The primary aim of this study was to determine whether native speakers of German living in either Canada or the Netherlands are perceived to have a foreign accent in their native German speech. German monolingual listeners (n = 19) assessed global foreign accent of 34 L1 German speakers in Anglophone Canada, 23 L1 German speakers in the Dutch Netherlands, and five German monolingual controls in Germany. The experimental subjects had moved to either Canada or the Netherlands at an average age of 27 years and had resided in their country of choice for an average of 37 years. The results revealed that the German listeners were more likely to perceive a global foreign accent in the German speech of the consecutive bilinguals in Anglophone Canada and the Dutch Netherlands than in the speech of the control group and that nine immigrants to Canada and five immigrants to the Netherlands were clearly perceived to be non-native speakers of German. Further analysis revealed that quality and quantity of contact with the native German language had a more significant effect on predicting global foreign accent in native speech than age of arrival or length of residence. Two types of contact were differentiated: (i) C−M represented communicative settings in which little code-mixing between the L1 and L2 was expected to occur, and (ii) C+M represented communicative settings in which code-mixing was expected to be more likely. The variable C−M had a significant impact on predicting foreign accent in native speech, whereas the variable C+M did not. The results suggest that contact with the L1 through communicative settings in which code-mixing is inhibited is especially conducive to maintaining the stability of native language pronunciation in consecutive bilinguals living in a migrant context.
This paper presents a systematic comparison of various measures of f0 range in female speakers of English and German.

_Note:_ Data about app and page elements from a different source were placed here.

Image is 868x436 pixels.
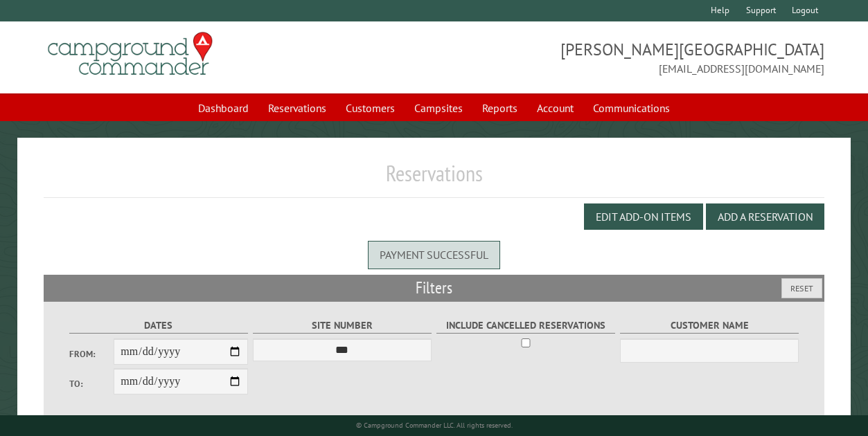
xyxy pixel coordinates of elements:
button: Add a Reservation [706,203,824,230]
h2: Filters [44,275,825,301]
h1: Reservations [44,160,825,198]
a: Account [529,94,582,121]
label: Dates [70,317,249,333]
label: From: [70,347,114,361]
label: Site Number [253,317,432,333]
span: [PERSON_NAME][GEOGRAPHIC_DATA] [EMAIL_ADDRESS][DOMAIN_NAME] [434,38,825,77]
img: Campground Commander [44,27,217,81]
a: Customers [337,94,403,121]
label: To: [70,377,114,390]
div: Payment successful [368,241,500,269]
a: Campsites [406,94,471,121]
a: Dashboard [190,94,257,121]
label: Include Cancelled Reservations [436,317,616,333]
small: © Campground Commander LLC. All rights reserved. [356,421,512,430]
a: Communications [584,94,678,121]
button: Reset [782,279,822,298]
label: Customer Name [620,317,799,333]
a: Reports [474,94,525,121]
button: Edit Add-on Items [584,203,703,230]
a: Reservations [259,94,335,121]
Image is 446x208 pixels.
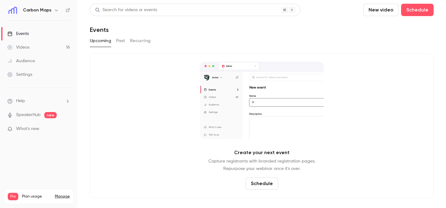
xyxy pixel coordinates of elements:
div: Settings [7,72,32,78]
img: Carbon Maps [8,5,18,15]
div: Search for videos or events [95,7,157,13]
p: Capture registrants with branded registration pages. Repurpose your webinar once it's over. [209,158,315,173]
button: New video [363,4,399,16]
h1: Events [90,26,109,33]
button: Past [116,36,125,46]
span: new [44,112,57,118]
span: Help [16,98,25,104]
a: SpeakerHub [16,112,41,118]
button: Schedule [246,178,278,190]
h6: Carbon Maps [23,7,51,13]
div: Audience [7,58,35,64]
li: help-dropdown-opener [7,98,70,104]
span: What's new [16,126,39,132]
a: Manage [55,194,70,199]
div: Videos [7,44,29,51]
button: Upcoming [90,36,111,46]
button: Recurring [130,36,151,46]
span: Pro [8,193,18,200]
div: Events [7,31,29,37]
button: Schedule [401,4,434,16]
p: Create your next event [234,149,290,156]
span: Plan usage [22,194,51,199]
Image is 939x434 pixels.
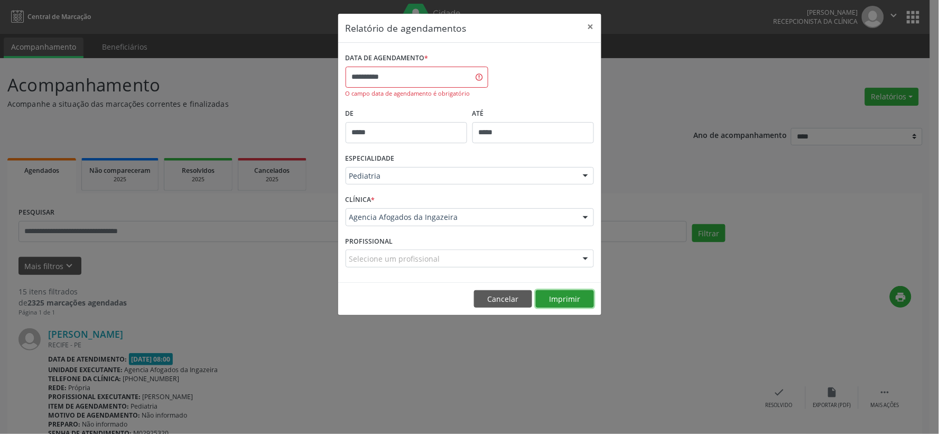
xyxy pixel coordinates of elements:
[346,234,393,250] label: PROFISSIONAL
[580,14,602,40] button: Close
[346,106,467,122] label: De
[474,290,532,308] button: Cancelar
[346,89,488,98] div: O campo data de agendamento é obrigatório
[536,290,594,308] button: Imprimir
[473,106,594,122] label: ATÉ
[346,21,467,35] h5: Relatório de agendamentos
[349,253,440,264] span: Selecione um profissional
[349,171,572,181] span: Pediatria
[346,151,395,167] label: ESPECIALIDADE
[346,192,375,208] label: CLÍNICA
[346,50,429,67] label: DATA DE AGENDAMENTO
[349,212,572,223] span: Agencia Afogados da Ingazeira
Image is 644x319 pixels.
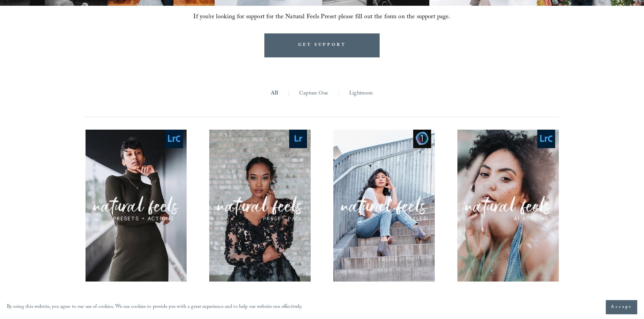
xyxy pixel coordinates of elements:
span: | [338,89,339,99]
span: If you’re looking for support for the Natural Feels Preset please fill out the form on the suppor... [193,12,450,23]
p: By using this website, you agree to our use of cookies. We use cookies to provide you with a grea... [7,303,302,312]
a: GET SUPPORT [265,33,380,57]
a: Lightroom [349,89,373,99]
span: | [287,89,289,99]
a: Capture One [299,89,328,99]
a: NATURAL FEELS AI ACTIONS [457,130,559,314]
a: All [271,89,278,99]
button: Accept [605,300,637,315]
span: Accept [611,304,632,311]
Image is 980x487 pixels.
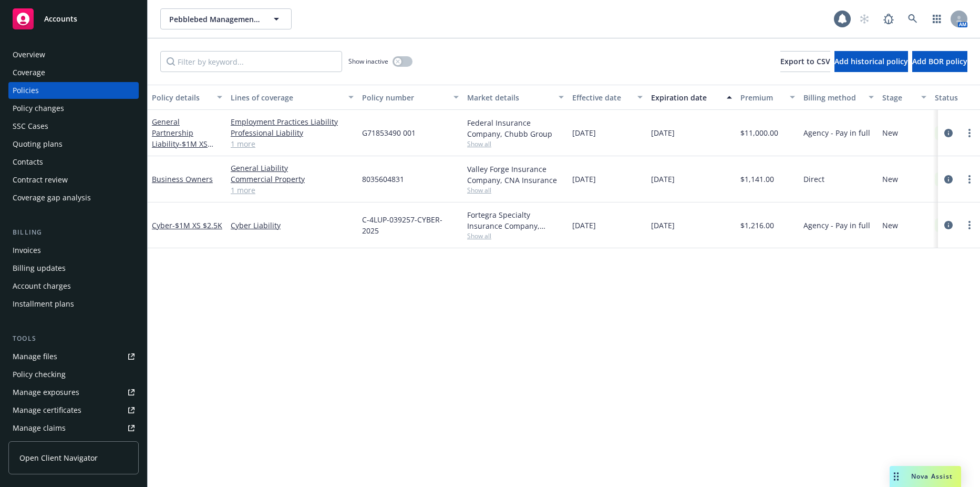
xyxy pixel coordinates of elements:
button: Nova Assist [890,466,961,487]
a: General Partnership Liability [152,117,207,160]
span: [DATE] [572,220,596,231]
span: Show all [467,139,564,148]
div: Coverage [13,64,45,81]
span: Pebblebed Management, LLC [169,13,260,25]
button: Billing method [800,85,878,110]
a: Manage files [8,348,139,365]
button: Lines of coverage [227,85,358,110]
a: Contacts [8,154,139,170]
a: more [963,127,976,139]
button: Policy details [147,85,227,110]
a: Installment plans [8,296,139,313]
a: Billing updates [8,260,139,277]
input: Filter by keyword... [160,51,342,72]
div: Valley Forge Insurance Company, CNA Insurance [467,164,564,186]
a: Policy changes [8,100,139,117]
span: Agency - Pay in full [804,127,870,138]
a: Start snowing [854,8,875,30]
span: Accounts [44,15,77,23]
button: Add historical policy [835,51,908,72]
a: Switch app [927,8,948,30]
span: Show all [467,186,564,195]
a: 1 more [231,185,353,195]
div: Billing [8,227,139,238]
div: Manage files [13,348,57,365]
span: Add BOR policy [912,57,967,66]
div: Contacts [13,154,43,170]
span: $11,000.00 [740,127,778,138]
span: Nova Assist [911,472,953,481]
a: Accounts [8,4,139,34]
div: Drag to move [890,466,903,487]
div: Policies [13,82,39,99]
button: Expiration date [647,85,736,110]
button: Pebblebed Management, LLC [160,8,291,30]
span: - $1M XS $2.5K [172,220,222,230]
a: Professional Liability [231,127,353,138]
a: 1 more [231,138,353,150]
a: more [963,219,976,232]
div: Installment plans [13,296,74,313]
a: Account charges [8,278,139,294]
span: Agency - Pay in full [804,220,870,231]
span: - $1M XS $100K [152,139,213,160]
a: Manage certificates [8,402,139,419]
a: General Liability [231,162,353,174]
a: Cyber [152,220,222,230]
span: [DATE] [572,127,596,138]
a: SSC Cases [8,118,139,135]
span: [DATE] [651,220,675,231]
div: Federal Insurance Company, Chubb Group [467,117,564,139]
span: Export to CSV [780,57,831,66]
span: [DATE] [651,174,675,185]
button: Policy number [358,85,463,110]
span: 8035604831 [362,174,404,185]
a: Coverage gap analysis [8,189,139,206]
button: Market details [463,85,568,110]
span: Show all [467,232,564,240]
a: Overview [8,46,139,63]
div: Billing method [804,92,862,103]
div: Policy number [362,92,447,103]
div: Expiration date [651,92,720,103]
div: Tools [8,333,139,344]
span: Open Client Navigator [20,452,98,463]
button: Export to CSV [780,51,831,72]
a: more [963,173,976,186]
a: Contract review [8,172,139,189]
a: Employment Practices Liability [231,117,353,127]
div: Manage claims [13,420,66,436]
div: Manage exposures [13,384,79,401]
div: Overview [13,46,45,63]
div: SSC Cases [13,118,48,135]
span: [DATE] [651,127,675,138]
div: Market details [467,92,553,103]
a: Business Owners [152,174,213,184]
button: Add BOR policy [912,51,967,72]
div: Policy checking [13,366,66,383]
div: Coverage gap analysis [13,189,91,206]
div: Stage [882,92,915,103]
button: Effective date [568,85,647,110]
span: Add historical policy [835,57,908,66]
a: Manage exposures [8,384,139,401]
span: New [882,220,898,231]
span: $1,216.00 [740,220,774,231]
a: Manage claims [8,420,139,436]
button: Premium [736,85,800,110]
div: Lines of coverage [231,92,342,103]
span: Show inactive [349,57,388,66]
div: Quoting plans [13,135,63,152]
span: G71853490 001 [362,127,416,138]
div: Policy changes [13,100,64,117]
a: circleInformation [942,219,955,232]
div: Effective date [572,92,631,103]
div: Billing updates [13,260,66,277]
div: Premium [740,92,783,103]
span: New [882,127,898,138]
div: Invoices [13,242,41,259]
a: Search [903,8,923,30]
a: circleInformation [942,173,955,186]
div: Contract review [13,172,68,189]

F0 range was analyzed along two dimensions, level (i.e., overall f0 height) and span (extent of f0 modulation within a given speech sample). These were examined using two types of measures, one based on “long-term distributional” (LTD) methods, and the other based on specific landmarks in speech that are linguistic in nature (“linguistic” measures). The various methods were used to identify whether and on what basis or bases speakers of these two languages differ in f0 range. Findings yielded significant cross-language differences in both dimensions of f0 range, but effect sizes were found to be larger for span than for level, and for linguistic than for LTD measures. The linguistic measures also uncovered some differences between the two languages in how f0 range varies through an intonation contour. This helps shed light on the relation between intonational structure and f0 range.
This paper deals with the factors that influence the alignment of F0 movements with phonetic segments. It reports two experiments on the alignment of rising prenuclear pitch accents in Dutch. In experiment 1, it is shown that the final peak of the rise is aligned at the end of the vowel if the accented syllable contains a long vowel, but during the following consonant if the accented syllable contains a short vowel. The beginning of the rise is consistently aligned at the beginning of the accented syllable. Experiment 2 attempts to distinguish between two explanations for this finding: (1) a durational account, in which the F0 rise takes a certain amount of time and overruns into the following consonant if the vowel is short; and (2) a structural account, in which the peak of the rise is seen as a tonal target aligned with the end of the syllable (which is structurally earlier for long vowels than for short vowels). The data partially support both accounts. There is an alignment difference despite a lack of durational difference, which supports the structure-based account. However, the effect is reduced compared to experiment 1, showing that time pressure may work against the ideal alignment.